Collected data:
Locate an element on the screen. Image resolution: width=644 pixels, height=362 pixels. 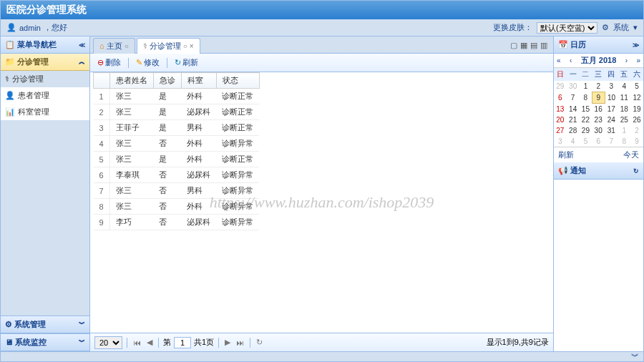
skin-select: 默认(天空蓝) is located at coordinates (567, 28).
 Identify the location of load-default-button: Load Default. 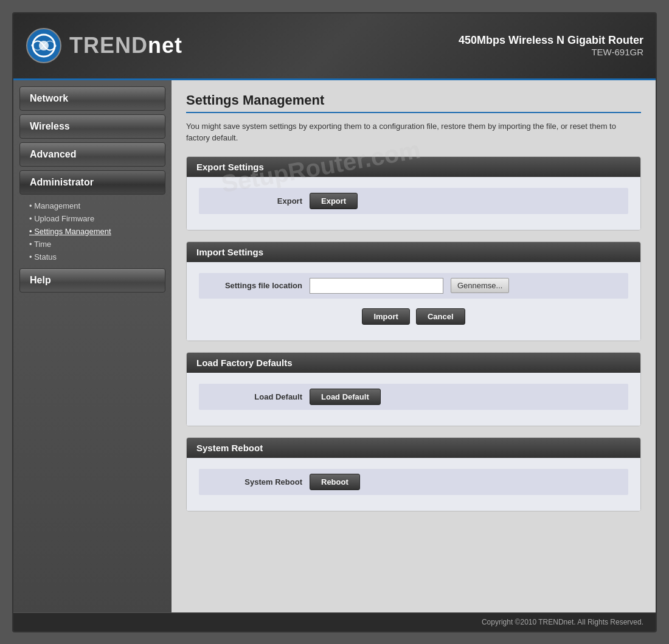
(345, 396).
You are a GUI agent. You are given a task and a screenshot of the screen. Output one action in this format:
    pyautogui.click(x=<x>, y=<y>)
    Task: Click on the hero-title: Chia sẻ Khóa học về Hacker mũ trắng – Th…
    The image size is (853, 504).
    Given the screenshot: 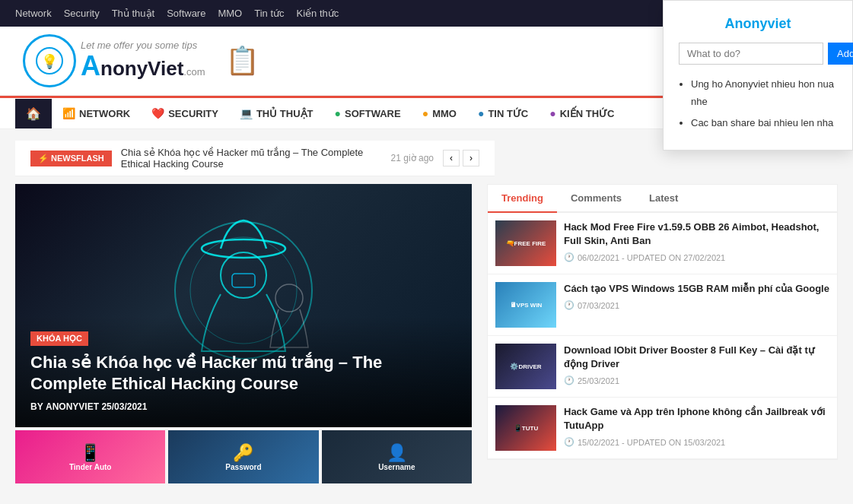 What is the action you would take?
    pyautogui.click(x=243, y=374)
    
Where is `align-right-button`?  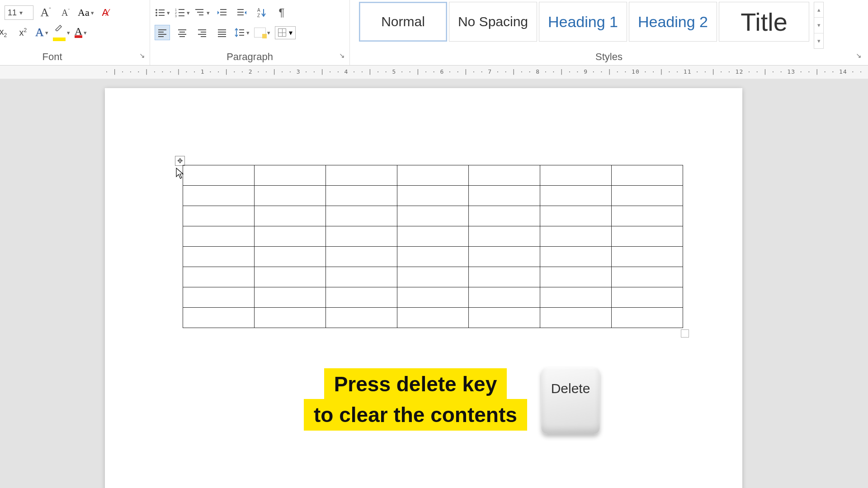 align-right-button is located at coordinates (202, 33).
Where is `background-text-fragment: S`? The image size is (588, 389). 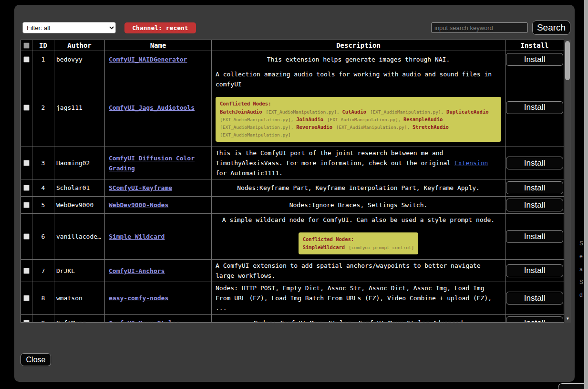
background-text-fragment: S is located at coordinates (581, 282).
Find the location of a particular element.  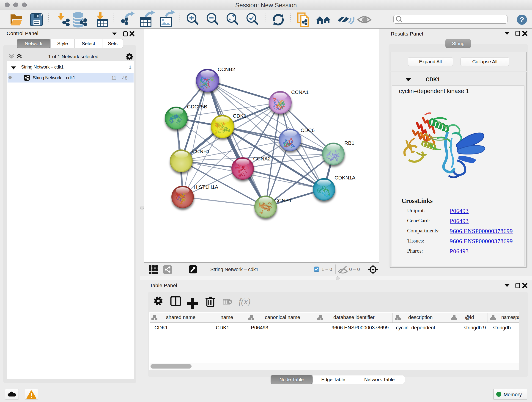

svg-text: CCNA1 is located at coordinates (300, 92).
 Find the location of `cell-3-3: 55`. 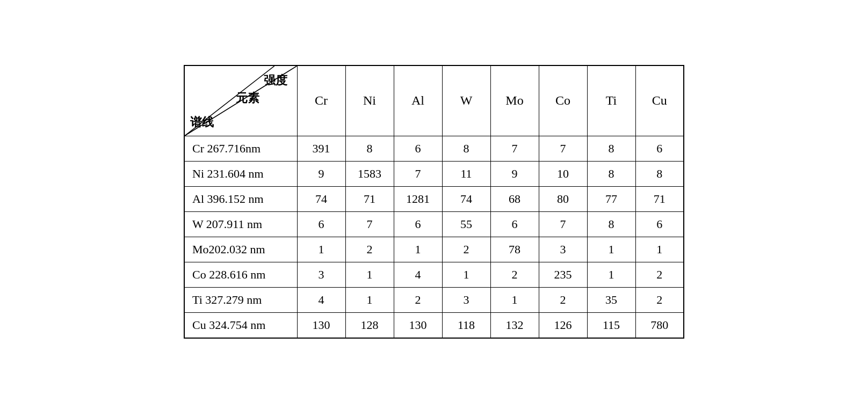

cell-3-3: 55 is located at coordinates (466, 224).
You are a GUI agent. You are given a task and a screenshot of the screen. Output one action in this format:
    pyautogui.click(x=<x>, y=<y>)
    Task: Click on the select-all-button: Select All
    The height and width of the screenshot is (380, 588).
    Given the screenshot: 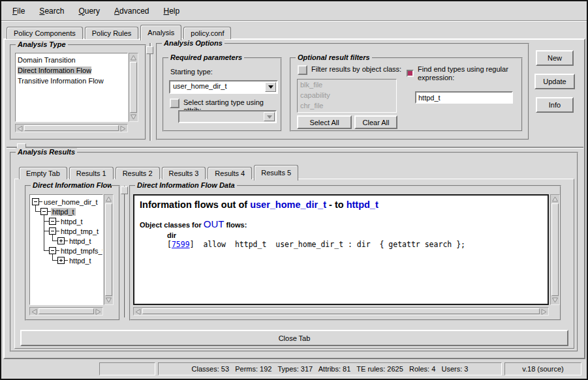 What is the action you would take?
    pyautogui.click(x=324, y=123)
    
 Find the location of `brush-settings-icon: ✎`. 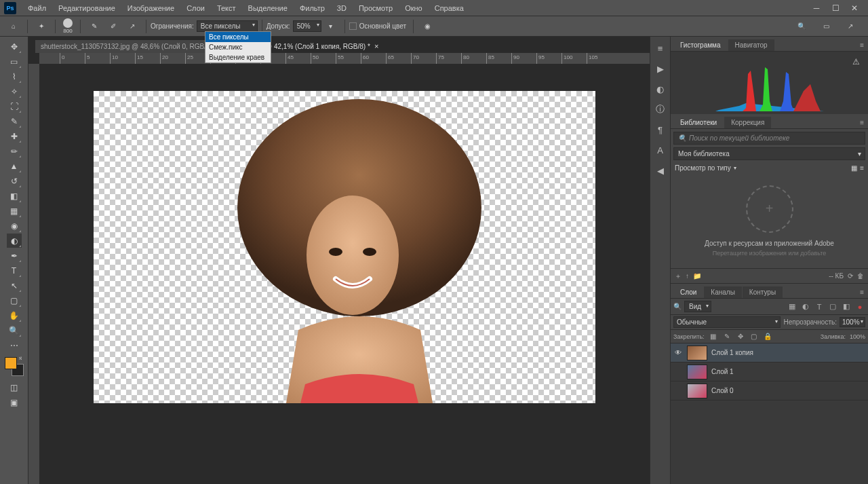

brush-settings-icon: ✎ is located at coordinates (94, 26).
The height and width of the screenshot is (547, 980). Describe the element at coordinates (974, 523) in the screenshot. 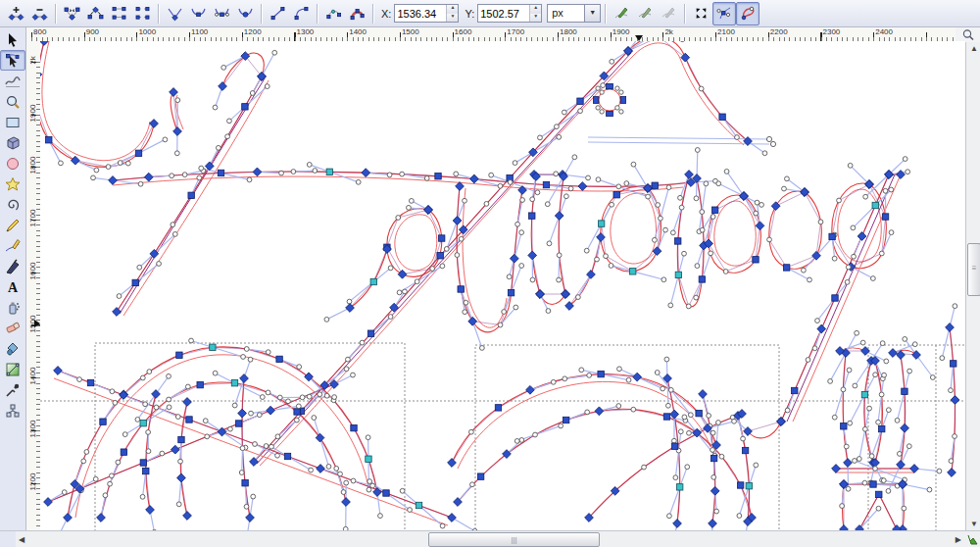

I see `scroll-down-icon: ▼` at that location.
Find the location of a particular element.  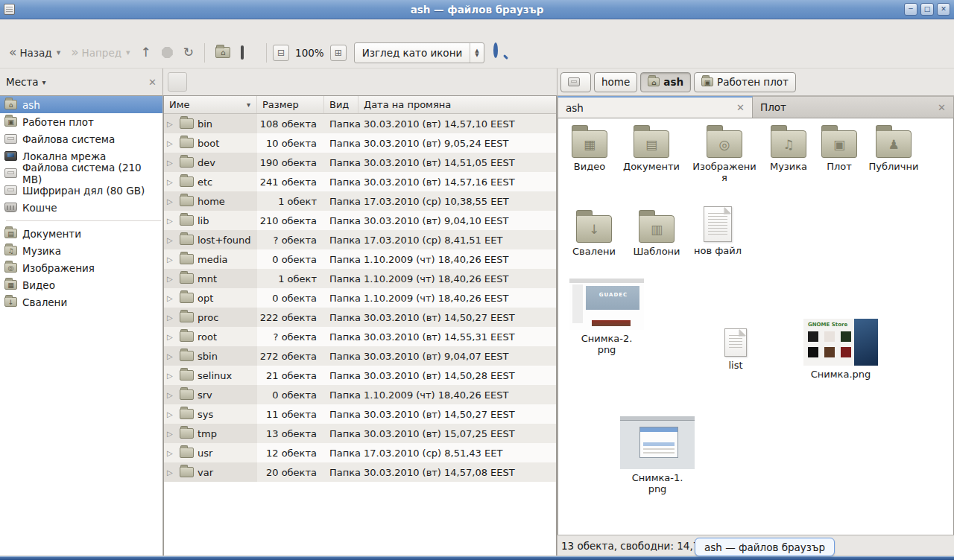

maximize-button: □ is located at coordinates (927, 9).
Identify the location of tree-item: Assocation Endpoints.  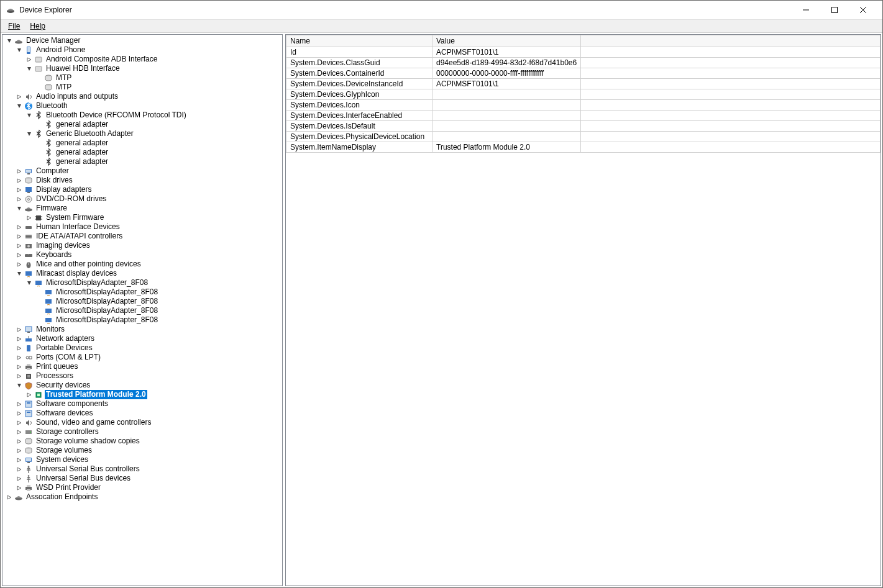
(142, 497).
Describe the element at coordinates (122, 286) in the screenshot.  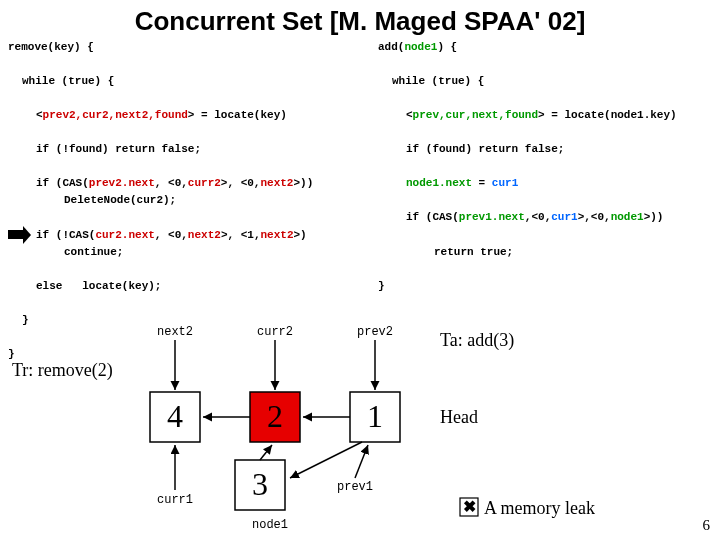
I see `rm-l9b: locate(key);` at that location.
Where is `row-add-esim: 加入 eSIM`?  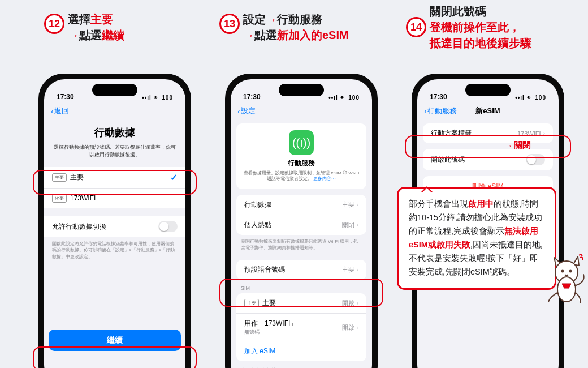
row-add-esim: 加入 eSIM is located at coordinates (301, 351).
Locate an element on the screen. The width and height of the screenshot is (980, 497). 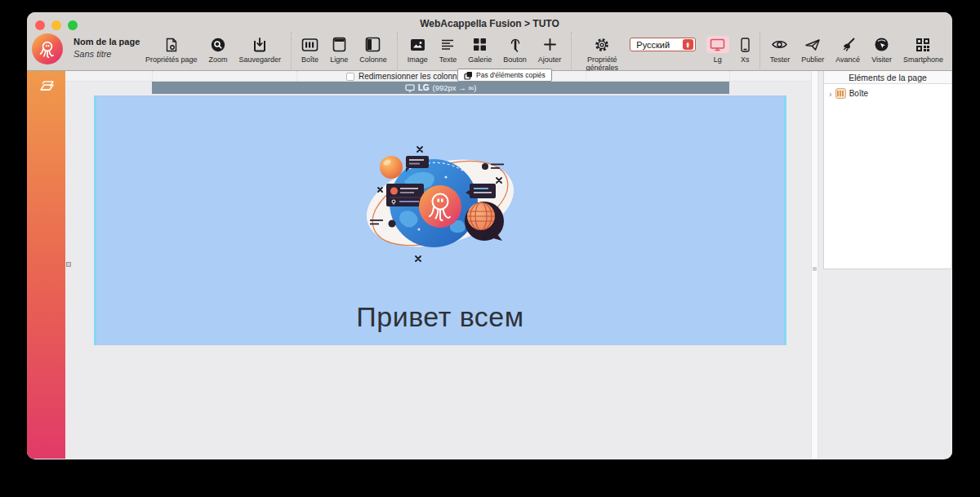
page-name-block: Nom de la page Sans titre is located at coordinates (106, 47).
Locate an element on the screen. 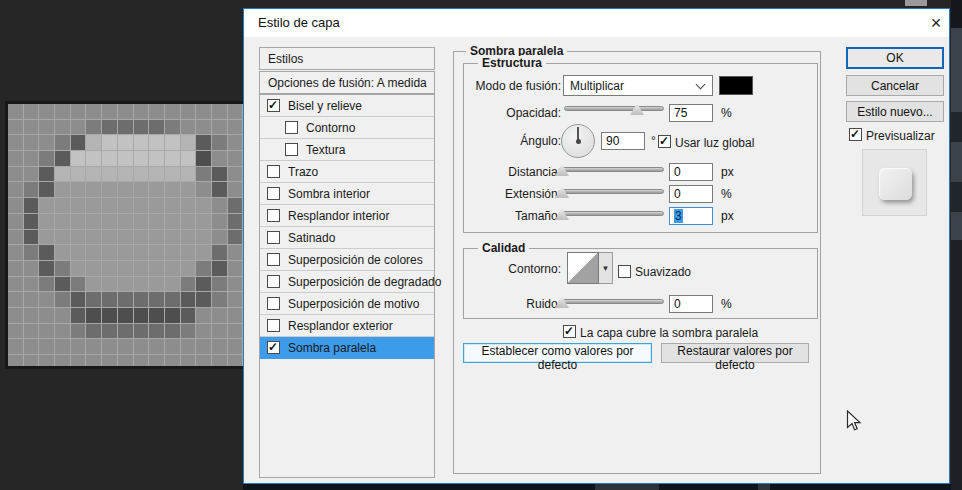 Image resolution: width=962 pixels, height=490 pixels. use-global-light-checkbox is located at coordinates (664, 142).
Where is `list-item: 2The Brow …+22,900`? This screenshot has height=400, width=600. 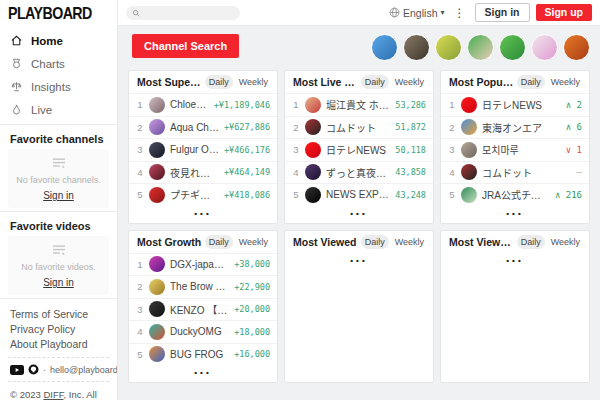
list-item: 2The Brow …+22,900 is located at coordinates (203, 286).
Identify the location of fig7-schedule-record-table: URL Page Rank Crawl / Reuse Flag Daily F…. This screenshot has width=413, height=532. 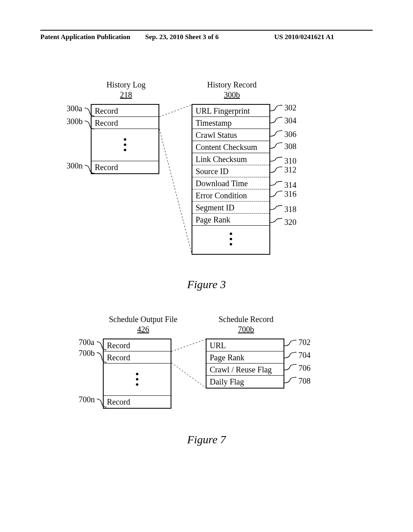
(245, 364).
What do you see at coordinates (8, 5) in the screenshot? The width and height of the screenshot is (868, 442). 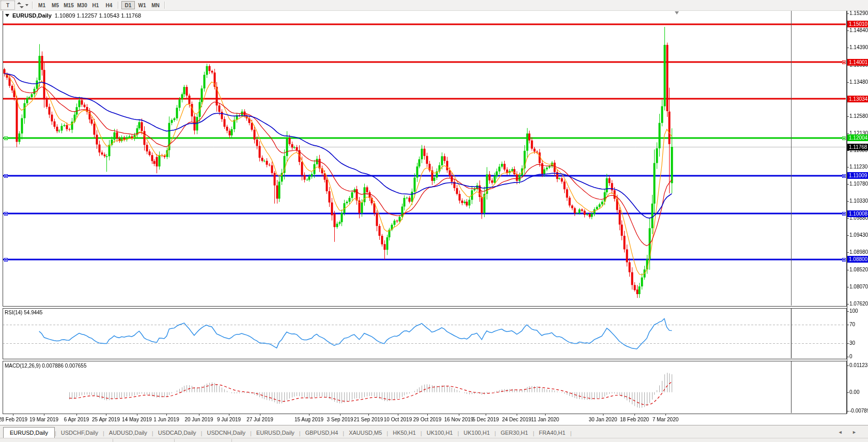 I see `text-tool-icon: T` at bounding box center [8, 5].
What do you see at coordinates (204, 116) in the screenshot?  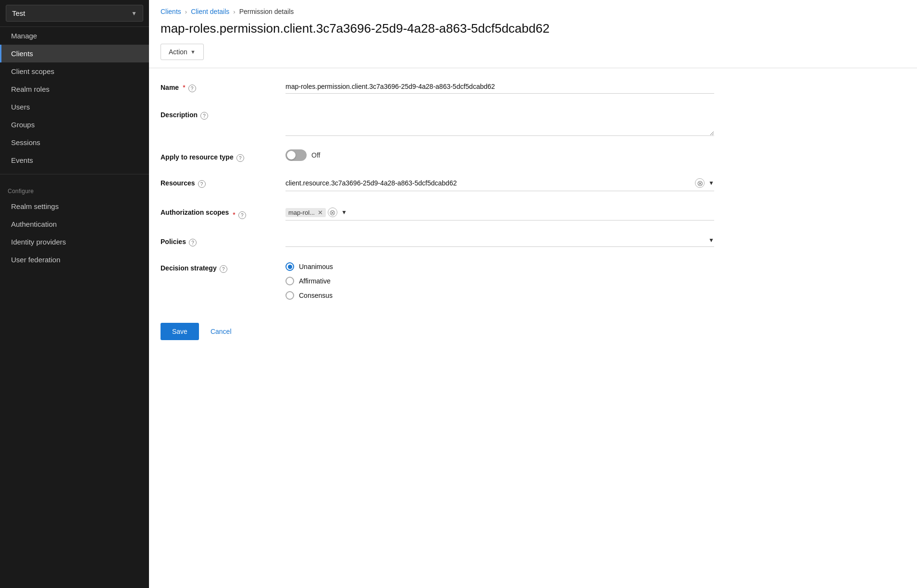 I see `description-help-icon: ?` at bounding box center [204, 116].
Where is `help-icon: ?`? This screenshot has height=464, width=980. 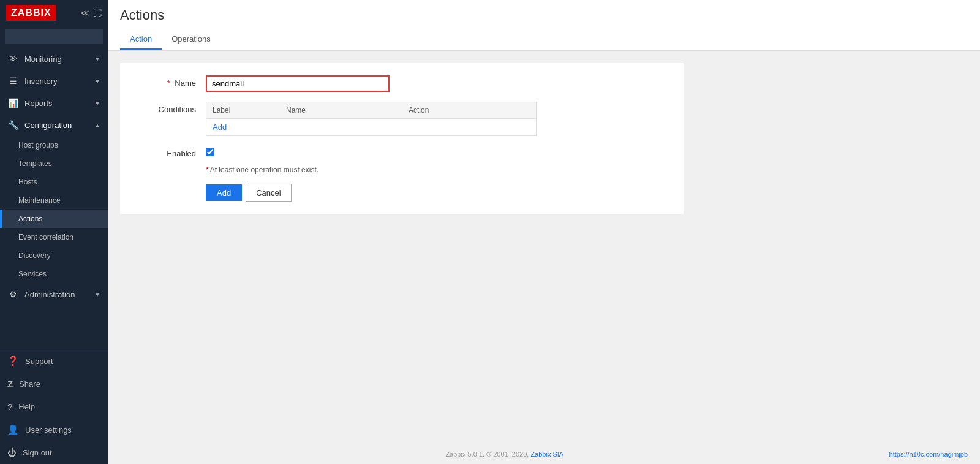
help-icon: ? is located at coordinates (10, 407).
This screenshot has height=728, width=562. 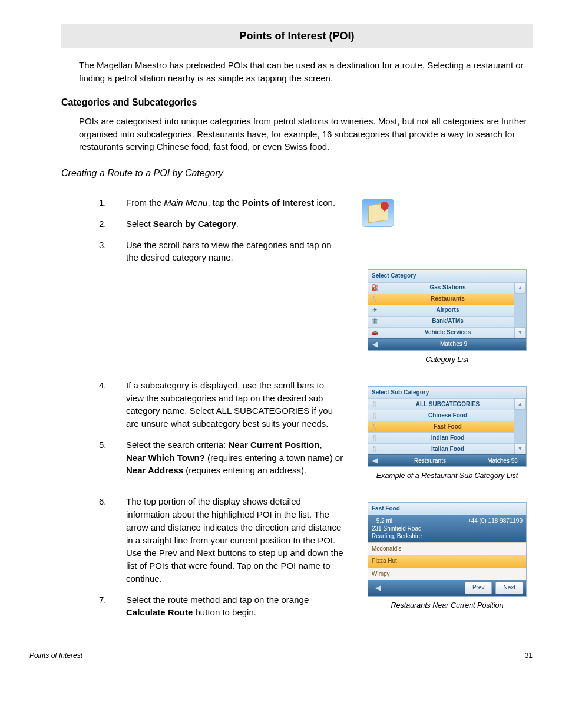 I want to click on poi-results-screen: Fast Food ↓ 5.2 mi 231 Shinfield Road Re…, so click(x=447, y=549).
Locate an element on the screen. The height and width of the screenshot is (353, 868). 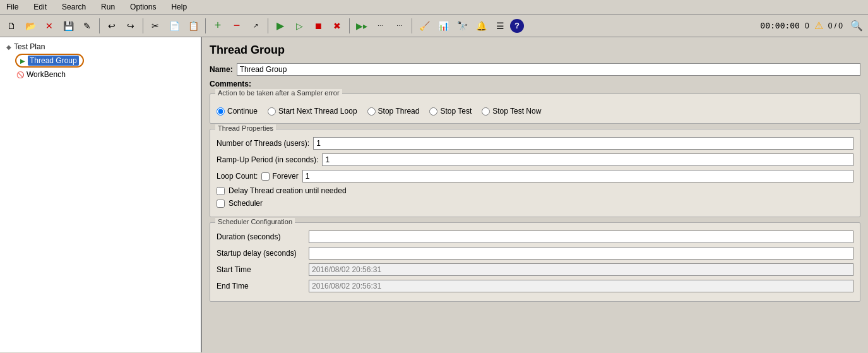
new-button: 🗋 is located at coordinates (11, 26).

▶ **WHAT YOU SHOULD DO**
The lines to retype run from the one containing "Locate an element on the screen. The height" through the last line of the records above; write them exactly and skip the pictures.

▶ **RESPONSE**
Locate an element on the screen. The height and width of the screenshot is (353, 868). 
new-button: 🗋 is located at coordinates (11, 26).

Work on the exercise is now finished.